Maybe this is more of Thor's power, she thought, sitting up fully and glancing around. Now she was awake, Trace realised that it was brighter than before. A rectangular opening had opened up, letting in light and sound. A low roar filled her ears and drew her eyes to the door.

Almost as soon as she laid eyes on it, Trace felt a strange feeling, like she wanted to go through the door. Leave the room and go back out to the world. Leave this nightmare behind.

Slowly, she stood up, clenching her hand into a fist in a futile attempt to keep the black mark hidden, some unknown part of her causing her too think it would make things a whole lot worse than they already are if someone realised she was a slave. Trace looked around again, her eyes scanning the white room one last time. No-one else was there; no other openings that could lead somewhere else.
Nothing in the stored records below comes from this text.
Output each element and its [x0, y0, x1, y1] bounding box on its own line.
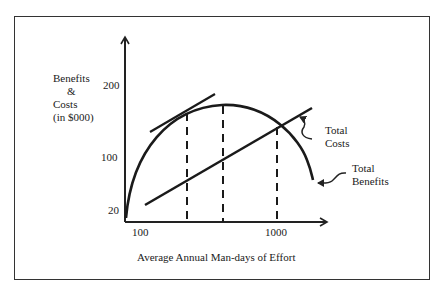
x-tick-1000: 1000 — [265, 226, 287, 238]
costs-pointer — [300, 117, 312, 139]
y-tick-20: 20 — [108, 204, 119, 216]
total-costs-label: Total Costs — [325, 124, 349, 150]
total-benefits-label: Total Benefits — [352, 162, 389, 188]
label-line: Total — [352, 162, 389, 175]
y-tick-200: 200 — [103, 79, 120, 91]
tangent-line — [150, 94, 215, 132]
x-tick-100: 100 — [132, 226, 149, 238]
x-axis-label: Average Annual Man-days of Effort — [137, 251, 295, 264]
total-costs-line — [145, 108, 312, 205]
label-line: Benefits — [352, 175, 389, 188]
ylabel-line: Costs — [53, 98, 94, 111]
label-line: Total — [325, 124, 349, 137]
benefits-pointer — [318, 173, 346, 183]
ylabel-line: Benefits — [53, 72, 94, 85]
label-line: Costs — [325, 137, 349, 150]
ylabel-line: (in $000) — [53, 111, 94, 124]
y-tick-100: 100 — [101, 151, 118, 163]
ylabel-line: & — [53, 85, 94, 98]
y-axis-label: Benefits & Costs (in $000) — [53, 72, 94, 124]
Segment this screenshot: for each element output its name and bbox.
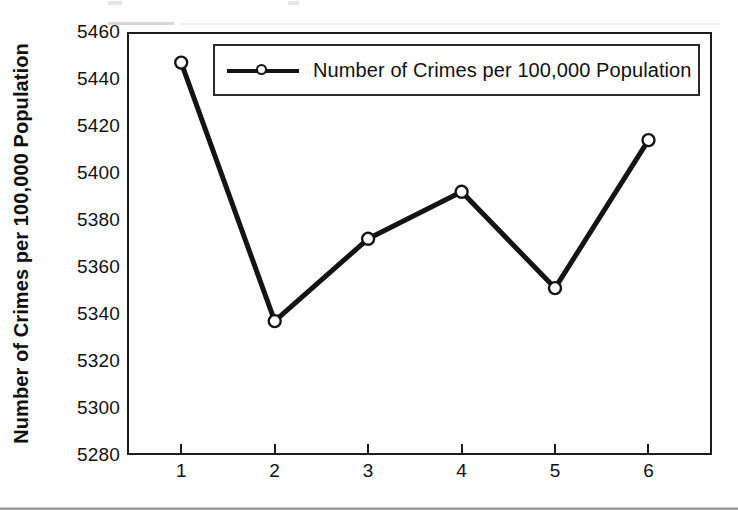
data-point-marker (456, 186, 468, 198)
data-point-marker (549, 282, 561, 294)
figure-canvas: Number of Crimes per 100,000 Population … (0, 0, 738, 518)
legend-line-marker-icon (227, 61, 299, 79)
data-point-marker (269, 315, 281, 327)
legend: Number of Crimes per 100,000 Population (213, 44, 700, 96)
page-bottom-rule (0, 507, 738, 510)
data-point-marker (643, 134, 655, 146)
legend-label: Number of Crimes per 100,000 Population (313, 59, 692, 82)
series-line (181, 63, 648, 322)
data-point-marker (175, 57, 187, 69)
data-point-marker (362, 233, 374, 245)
Sighing, Trace walked out the door. Heat beat down on her in resilient waves, the sun a glare of white in the sky. Shielding her eyes, Trace took in her surroundings. She stood in a stadium, the ground made of panels of silver metal. Tiny metal shavings flew in the air around her, glinting in the sunlight. A large, fence surrounded the stadium, at least five meters higher than her head and separating Trace from the thousands of spectators around her.
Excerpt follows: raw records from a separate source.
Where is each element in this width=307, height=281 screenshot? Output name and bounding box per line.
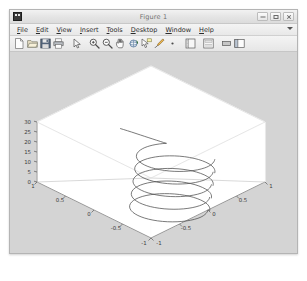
chevron-down-icon[interactable] [287,27,293,30]
menu-item-file[interactable]: File [13,24,32,36]
insert-colorbar-icon[interactable] [184,38,196,50]
figure-window: Figure 1 File Edit View Insert Tools Des… [9,9,298,254]
z-axis-ticks: 0 5 10 15 20 25 30 [24,119,37,185]
pan-icon[interactable] [114,38,126,50]
window-titlebar[interactable]: Figure 1 [10,10,297,24]
z-tick-15: 15 [24,149,31,155]
menu-item-help[interactable]: Help [195,24,218,36]
maximize-button[interactable] [270,12,281,21]
y-tick-m05: -0.5 [181,225,192,231]
menu-item-view[interactable]: View [53,24,76,36]
y-tick-05: 0.5 [239,197,248,203]
window-controls [257,12,294,21]
data-cursor-icon[interactable] [140,38,152,50]
menu-item-edit[interactable]: Edit [32,24,53,36]
z-tick-25: 25 [24,129,31,135]
zoom-in-icon[interactable] [88,38,100,50]
z-tick-10: 10 [24,159,31,165]
desktop-background: Figure 1 File Edit View Insert Tools Des… [0,0,307,281]
zoom-out-icon[interactable] [101,38,113,50]
brush-select-icon[interactable] [153,38,165,50]
x-tick-05: 0.5 [56,197,65,203]
y-tick-1: 1 [269,183,272,189]
z-tick-20: 20 [24,139,31,145]
y-tick-m1: -1 [156,240,161,246]
axes-3d[interactable]: 0 5 10 15 20 25 30 [10,52,297,253]
menu-item-desktop[interactable]: Desktop [127,24,162,36]
insert-legend-icon[interactable] [202,38,214,50]
save-figure-icon[interactable] [39,38,51,50]
figure-canvas[interactable]: 0 5 10 15 20 25 30 [10,52,297,253]
menu-item-insert[interactable]: Insert [76,24,103,36]
helix-plot-svg: 0 5 10 15 20 25 30 [10,52,297,253]
matlab-figure-icon [13,12,22,21]
y-tick-0: 0 [212,211,216,217]
new-figure-icon[interactable] [13,38,25,50]
open-file-icon[interactable] [26,38,38,50]
x-tick-m1: -1 [141,240,146,246]
link-plot-icon[interactable] [166,38,178,50]
hide-plot-tools-icon[interactable] [220,38,232,50]
z-tick-5: 5 [28,169,31,175]
print-figure-icon[interactable] [52,38,64,50]
figure-toolbar [10,36,297,52]
menu-item-window[interactable]: Window [161,24,195,36]
x-tick-1: 1 [31,183,34,189]
close-button[interactable] [283,12,294,21]
show-plot-tools-icon[interactable] [233,38,245,50]
edit-plot-pointer-icon[interactable] [70,38,82,50]
x-tick-0: 0 [87,211,91,217]
window-title: Figure 1 [10,10,297,24]
x-tick-m05: -0.5 [111,225,122,231]
menubar: File Edit View Insert Tools Desktop Wind… [10,24,297,36]
menu-item-tools[interactable]: Tools [103,24,127,36]
minimize-button[interactable] [257,12,268,21]
z-tick-30: 30 [24,119,31,125]
rotate-3d-icon[interactable] [127,38,139,50]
A quiet shck caused Trace to turn, only to find the door she had come through disappear, replaced by a smooth wall. Rushing forward, she banged her hand on the door, felt around for a handle, a disfigurement in the wall, but found nothing but smooth material beneath her fingertips. Confusion took over any initial panic and she faced the spectators again. They were mostly men, gawking and pointing at her like she was an animal to be slaughtered.

"What's going on?" She whispered, half hoping some invisible force would answer her, whisk her away to some magical land and tell her it was some mistake. She would even settle for being woken by the orphanage mistresses, yelling at her for sleeping in to late and wasting valuable time. Trace closed her eyes briefly, before opening them up again.

No-one came.

No-one shouted.

Unless the loudspeakers counted. "Ladies and gentlemen, here is Slave Number. 2159, otherwise known as Trace!" the voice was deep, booming and echoing throughout the stadium. "She is a healthy, young woman with no mutations whatsoever and would make an excellent helper, whether it is as a house servant or an outdoorsman- or should I say, woman!"
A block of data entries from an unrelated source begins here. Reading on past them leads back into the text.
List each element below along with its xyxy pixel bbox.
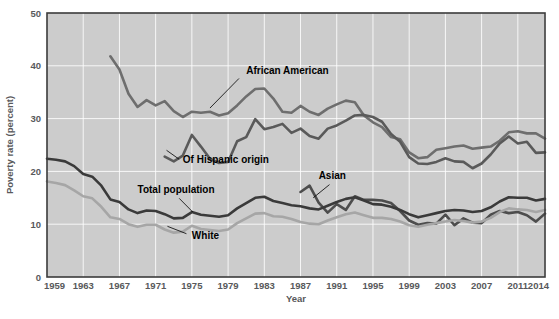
y-tick-label: 50 xyxy=(30,8,41,19)
y-axis-title: Poverty rate (percent) xyxy=(4,96,15,194)
x-tick-label: 2014 xyxy=(528,280,550,291)
x-tick-label: 2011 xyxy=(508,280,529,291)
series-annotation-white: White xyxy=(192,230,220,241)
x-axis-title: Year xyxy=(286,293,306,304)
y-tick-label: 0 xyxy=(36,272,41,283)
x-tick-label: 2007 xyxy=(471,280,492,291)
series-annotation-asian: Asian xyxy=(319,170,346,181)
y-tick-label: 20 xyxy=(30,166,41,177)
x-tick-label: 1983 xyxy=(254,280,275,291)
series-annotation-of-hispanic-origin: Of Hispanic origin xyxy=(183,154,269,165)
x-axis-tick-labels: 1959196319671971197519791983198719911995… xyxy=(44,280,550,291)
y-tick-label: 40 xyxy=(30,60,41,71)
series-annotation-total-population: Total population xyxy=(138,184,215,195)
y-tick-label: 30 xyxy=(30,113,41,124)
series-annotation-african-american: African American xyxy=(246,65,328,76)
x-tick-label: 1967 xyxy=(109,280,130,291)
x-tick-label: 1963 xyxy=(73,280,94,291)
x-tick-label: 1987 xyxy=(290,280,311,291)
x-tick-label: 1995 xyxy=(362,280,384,291)
x-tick-label: 1959 xyxy=(44,280,65,291)
x-tick-label: 1979 xyxy=(218,280,239,291)
poverty-rate-chart: 1959196319671971197519791983198719911995… xyxy=(0,0,559,319)
x-tick-label: 1971 xyxy=(145,280,167,291)
x-tick-label: 1999 xyxy=(399,280,420,291)
chart-canvas: 1959196319671971197519791983198719911995… xyxy=(0,0,559,319)
x-tick-label: 1991 xyxy=(326,280,348,291)
x-tick-label: 2003 xyxy=(435,280,456,291)
plot-area-background xyxy=(47,13,545,277)
y-tick-label: 10 xyxy=(30,219,41,230)
x-tick-label: 1975 xyxy=(181,280,203,291)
Laughter erupted around the stadium and Trace rolled her eyes at the joke, searching through the crowd for the owner of the voice, then the stadium around her. Her eyes led her to a portly man wearing a tuxedo, a hammer in one hand and a microphone in the other. He had olive skin and shifty, grey eyes that didn't match his wide smile. It was a little too wide for Trace's liking, considering she was standing in front of men and women who looked to be drunk and tipsy.

"Alright, ladies and gentlemen, let's get this show on the road. Let's start at $1000, shall we? Hmm? Any takers?" the man chortled and, almost in an instant, the bidding war began.